Get on the Bus is a 1996 drama film about a group of African-American men who are taking a cross-country bus trip in order to participate in the Million Man March. The film was directed by Spike Lee and premiered on the one-year anniversary of the march. For Spike Lee, this was the first time that he did not act in one of his own films.

Fifteen disparate African American men board a bus in Los Angeles bound for Washington, D.C., where they plan on attending the Million Man March. Other than their race, destination, and gender, the men have nothing in common: George is the trip organizer; Xavier is an aspiring filmmaker hoping to make a documentary of the March; Flip is an openly racist and sexist actor; Kyle and Randall are a homosexual couple; Gary, a police officer, is the sole biracial man on the bus; Jamal is a former gang banger turned devout Muslim who has evaded prosecution for the murders he committed; Evan Jr., is a petty criminal who has been permitted to break probation to attend the march on the condition that he remain handcuffed to his father, Evan Sr.

As the bus travels across country, Xavier conducts interviews with the various attendees, allowing them to express their views on race, religion, and politics. The interviews often provoke outbursts from other men on the bus, invariably leading to confrontations; the only topic of unity is the O.J. Simpson trial, with the men agreeing that, while Simpson is probably guilty, his acquittal is justified as his victims were a white woman and a Jew.

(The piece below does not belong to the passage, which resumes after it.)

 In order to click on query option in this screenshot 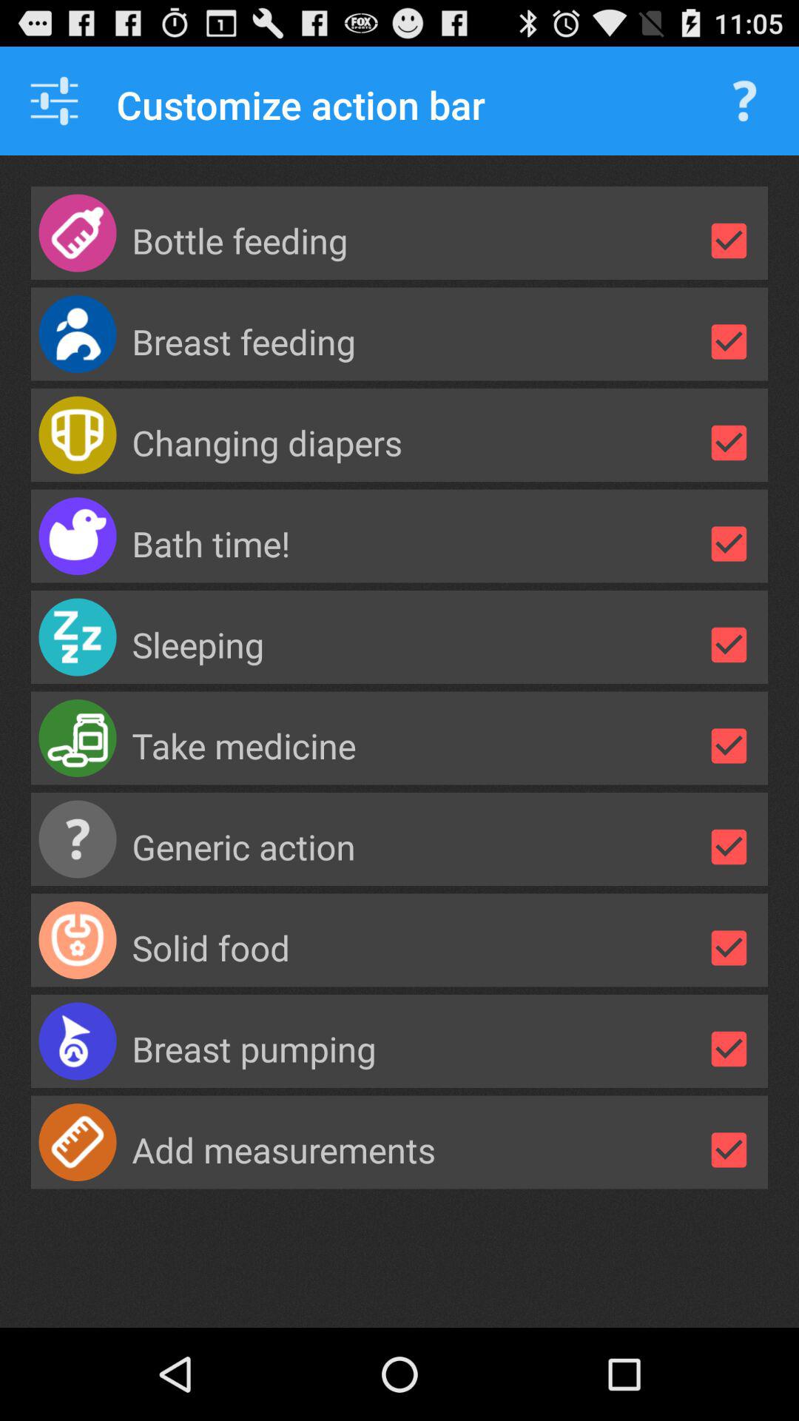, I will do `click(744, 101)`.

Peace is kept through the various verbal arguments and physical altercations that occur by Jeremiah, the eldest member of the group. Jeremiah, an 80-year-old former alcoholic who lost his job and family, has found new meaning in life by embracing his African heritage; his philosophies on the black experience and stories of precolonial Africa serve to unite the men and ease tensions and the infighting among them.

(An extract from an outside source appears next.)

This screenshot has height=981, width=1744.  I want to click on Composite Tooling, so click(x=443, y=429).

En route the bus breaks down and the men are forced to board another bus, driven by a ethnically Jewish white man named Rick. Several of the passengers harass Rick with antisemitic remarks and jokes; Rick ultimately refuses to drive any further, citing the group's prejudice and his opposition to antisemitic remarks made by the leader of the march, Louis Farrakhan. George, himself a bus driver, accuses Rick of racism, but begrudgingly agrees to let Rick resign without incident. George takes over driving for the remainder of the trip, with help from Evan Sr.